When Rinky articulates that she does not feel like going to school, as shared in the opening account, it is not only because of the challenges that continue to permeate the schooling system, including language barriers to her learning, but also due to the unsafe urban landscape that girls like her traverse on a daily basis.  

However, young migrant girls like Rinky are resilient and very articulate about their needs and aspirations, despite the setbacks to their mobility and education. In discussions with adolescent girls in the settlement, we were able to learn about their challenges and their needs. Through drawings, girls shared that there is no accessible play space for them in their neighborhoods, and oftentimes their most basic desire to play games with friends in the settlement is deterred due to an absence of a designated safe play area. One girl shared that they cannot play in the settlement as groups of men and young boys occupy the open areas and they feel unsafe in those areas and do not get a chance to play with friends. Neighbouring public parks are gated and despite many of their mothers working in the neighboring gated communities, they are not allowed to use the public parks. Girls shared that if there was a designated play area, which included trees, access to drinking water, and a shop where they could purchase play materials, they would feel safe in playing outdoors in their settlement.  

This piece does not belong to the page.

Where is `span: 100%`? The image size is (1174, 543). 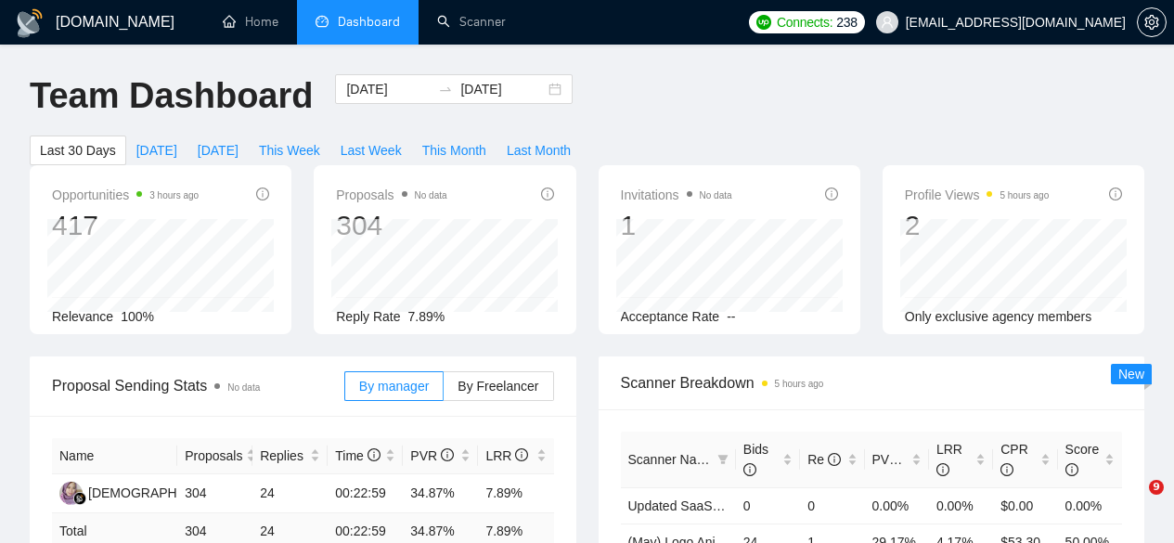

Image copyright: Himanshi & Duha.  

We learned from this process that it is important to listen to girls, as they are not just “becomings”, but agentic beings, with capabilities (Prout & James, 1997), rooted in their socio-cultural and embedded everyday contexts. They are able offer innovative ideas for interventions to improve their own wellbeing. Only through more transformative and inclusive spaces along with practices of co-designing with girls that there is a possibility to fully listen to girls ideas and innovative strategies that can help counter the “slow violence” they experience in their everyday landscapes within the city.  

References

Balagopalan, S. (2022). Introduction: Modernity, Schooling, and Childhood in India: Trajectories of Exclusion. Children’s Geographies, DOI: 10.1080/14733285.2022.2073196 

Prout, A. & James, A. (1997). A new paradigm for the sociology of childhood? Provinance, promise and problems. In James, A. & Prout A. (Eds.), Constructing and Reconstructing Childhood: Contemporary Issues in the Sociological Study of Childhood (Second Edition). London: Falmer Press. 

Acknowledgements

This reflection has emerged from the research project “Displacement, Placemaking and Wellbeing in the City.”  The support of the Indian Council of Social Science Research (ICSSR) and the two research frameworks of the Global Challenges Research Fund and the EU-India Platform for the Social Sciences and Humanities (EqUIP) is gratefully acknowledged. The  project is also grateful to the Economic and Social Research Council (ESRC) (Grant Ref ES/R011125/1).  

Author’s Bio


Dr. Anandini Dar is Faculty of Sociology and Education, at Dr. B. R. Ambedkar University Delhi (AUD), India. She is the founder and co-convener of the Critical Childhoods and Youth Studies Collective (CCYSC), and serves as the advisory board member of The Childism Institute, at the Rutgers University, USA. Dr Dar completed her PhD from the Department of Childhood Studies at Rutgers. She recently co-edited a Special Issue for the journal Childhood, titled, “Southern Theories and Decolonial Childhood Studies” (2022). She is currently co-editing the International Handbook of Childhood and Global Development, Routledge, UK, and has published articles in encyclopedias and journals such as, the International Journal of Children’s Rights, Childhood, and the Journal of Childhood Studies.